As Mr Payne puts it, “We want good ideas wherever they come from. You can see that certainly in the free-to-play casinos on a lot of the social sites. They add a lot more features to help monetize and help retain players.”
Mr Nguyen is a California-educated software engineer whose background in IT led him into the industry by way of Silicon Gaming, a Palo Alto upstart whose innovative mid-‘90s slot concepts are still remembered for being ahead of their time.
Mr Payne led Silicon’s game studio after parlaying a degree in film and television to become a producer for video game innovator Rocket Science Games. He’s been involved also in the creation of dozens of games for the US Class II, charitable games and lottery markets.
Combined, they comprise a pedigree you’re not likely to find at most slot manufacturers, and Aspect isn’t timid about testing the limits of it, as it has recently with Macaroon Mania, to take one example of a title that wears its casual game roots on its sleeve.
Macaroon Mania is an RNG disguised as a skills game whose object is to “collect” different-colored “macaroons” that pay different values depending on how many the player collects. The monitor shows a kind of serpentine which the macaroons traverse on their journey, with side tubes that let you see up to 35 of them at a time, of which only 25 count toward a payout.
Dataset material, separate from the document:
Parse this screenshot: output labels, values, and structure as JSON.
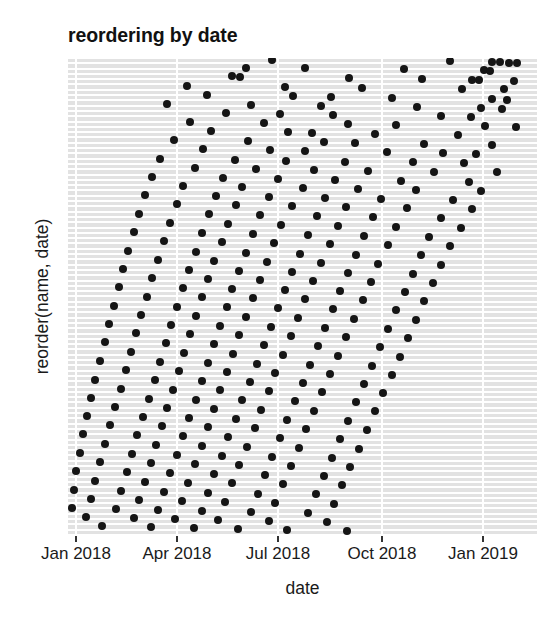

“So as they snake through there you really kind of have a little bit of anticipation of where they’re going to land,” explains Mr Payne. “It could look like something great, when in fact many of the colors that you’re trying to get to land there on the side, they’re not in play.”
Macaroon Mania, in its way, speaks volumes about the bridge Aspect is intent on building between the world of social gaming and the world of the casino, and in the process to inspire the devotees of both to participate in them in entirely new ways.
Of course, Mr Payne will be the first to acknowledge that when it comes to accepted standards of slot design and play mechanics, “There are not a lot of inflection points in our industry.” He’ll be the first as well to tell you that innovations such as Macaroon Mania will have to tread carefully around that fact if they’re to succeed.
Then again, Aspect’s aim is high.
“When you look at the casual games, a lot of them are still probability-based,” Mr Payne says. “So we thought if we can take a game and have it look like a casual game and make that math really align with what we need to offer our customers in the casinos, we can come up with a product that’s going to resonate with players that may not be slot players. Those are the guys that we’re looking for: people who are coming to Macau or other markets for the first time, maybe they have never been in a casino before, they feel like they don’t know how to play a slot machine, maybe they’re not interested in playing a slot machine. But they like the idea of a casual game type of thing and also being able to win money.”